My other 8-bit SMILES idea is portable, because it doesn't depend on a specific atom or bond parser order, but it's more complex to implement. The basic idea is to mark each ring atom and bond by setting the high bit of its corresponding SMILES symbol to 1. This is trivial for the atoms, because each atom must have at least one symbol in the SMILES, and it's trivial for explicit bonds, but what about the implicit bonds - how do we know which is in a ring and which isn't?

I considered making each ring bond explicit, but that was too much overhead. Instead, I'll use a rule which mirrors the aromaticity rule: if a bond which could be implicit is not in a ring but its terminal atoms are ring atoms then the bond must be made explicit. A quick survey using ChEMBL shows that on average the SMILES strings grow by 0.5 character, to incorporate the extra "-"s needed for this scheme.

Which about SSSR?

The two proposals use the available bit to specify ring membership, but most toolkits implement the more complex SSSR - "Smallest Set of Smallest Rings." As you can see from the RDKit timings, SSSR perception takes about 15% of the sanitization overhead, while bond membership detection is about 1/5th of that time. Thus, my proposals would only save a few percent of the overall time.

But then again, I don't think we should worry about SSSR.

There are two camps about SSSR. The old papers say things like "SSSR is very important; it reflects the way that chemists really think." Daylight comes from this era, and most toolkits follow its lead. Only thing is, there are so many SSSR implementations. My SSSR analysis from a few years ago convinced me from that SSSR is not worthwhile. In short, where it was possible to have multiple choices for the SSSR, there was little toolkit consensus on which was the right set.

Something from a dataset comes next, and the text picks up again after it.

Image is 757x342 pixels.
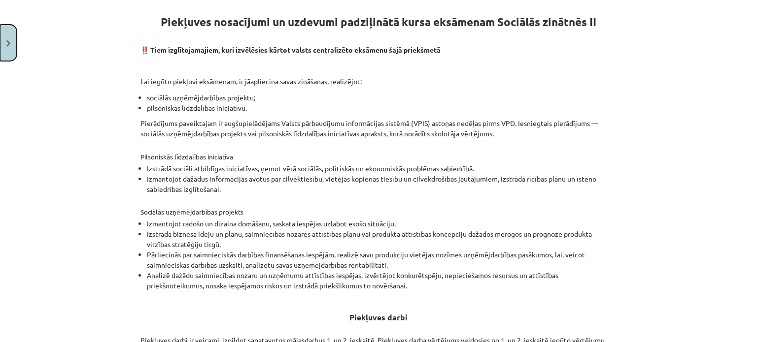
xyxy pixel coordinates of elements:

I'm decidedly in the OpenEye camp - don't use SSSR. This has a few downstream consequences, the most obvious being that I agree with OpenEye's decision to redefine the "R<n>" SMARTS term. According to Daylight, "R2" selects atoms which are in 2 SSSR rings. According to OpenEye, "R2" selects atoms which have at least 2 ring bonds. (As an approximation, Daylight's "R2" is OpenEyes's "R3".)

You can see how this change to the SMARTS semantics - which I agree with - gives a definition which is more portable, easier to implement, and requires less setup time to get the parsed molecule into a useable state.

Bear in mind though that it's unlikely that RDKit will change the way it does things, even if it can get a ~15% speedup by getting rid of SSSR. And yes, this lack of SSSR perception is one of the reasons why OEChem's SMILES parser is so much faster than RDKit.

Which is better?

I'll call these "bond tagged" and "atom tagged" 8-bit SMILES, respectively. I originally came up with the atom tagged format because its portability fits in with the underlying goal that SMILES is a implementation-independent line notation for valance bond chemistry. The problem is that portability comes at a cost. For example, either the 7-bit output SMILES contains an occasional extra "-" in its canonical format, or there's a decidedly non-trivial conversion function to remove the occasional "-" characters. By comparison, the high bit stripping function for bond tagged SMILES is just a few lines of code.

The thing is, I can't come up with a good reason to have a portable 8-bit SMILES. Effectively every system will re-canonicalize the SMILES to put it into the database for record lookup, because there is no standard SMILES canonicalization algorithm. There might be some very clever programs which can reason directly on the SMILES strings without making a full-blown connection table, but overall it seems like a lot of work for little gain.

One observation is that it's easy to count the number of ring bonds in bond tagged SMILES, and ring atoms in atom tagged SMILES, by just doing a scan of the bytes. I speculate this might be useful.

Is it useful?

That's really the question, isn't it? I don't know. For RDKit it won't make a difference - ring membership identification is about 3% of the overall time, so it doesn't seem like it's worth speeding up. But for something like OEChem .. well, it's proprietary code and I don't know how much of its time is spent in ring detection.

It will be many years before I can get to the stage where I can try out this idea. Until then, this page is meant as a thought experiment for what might be possible.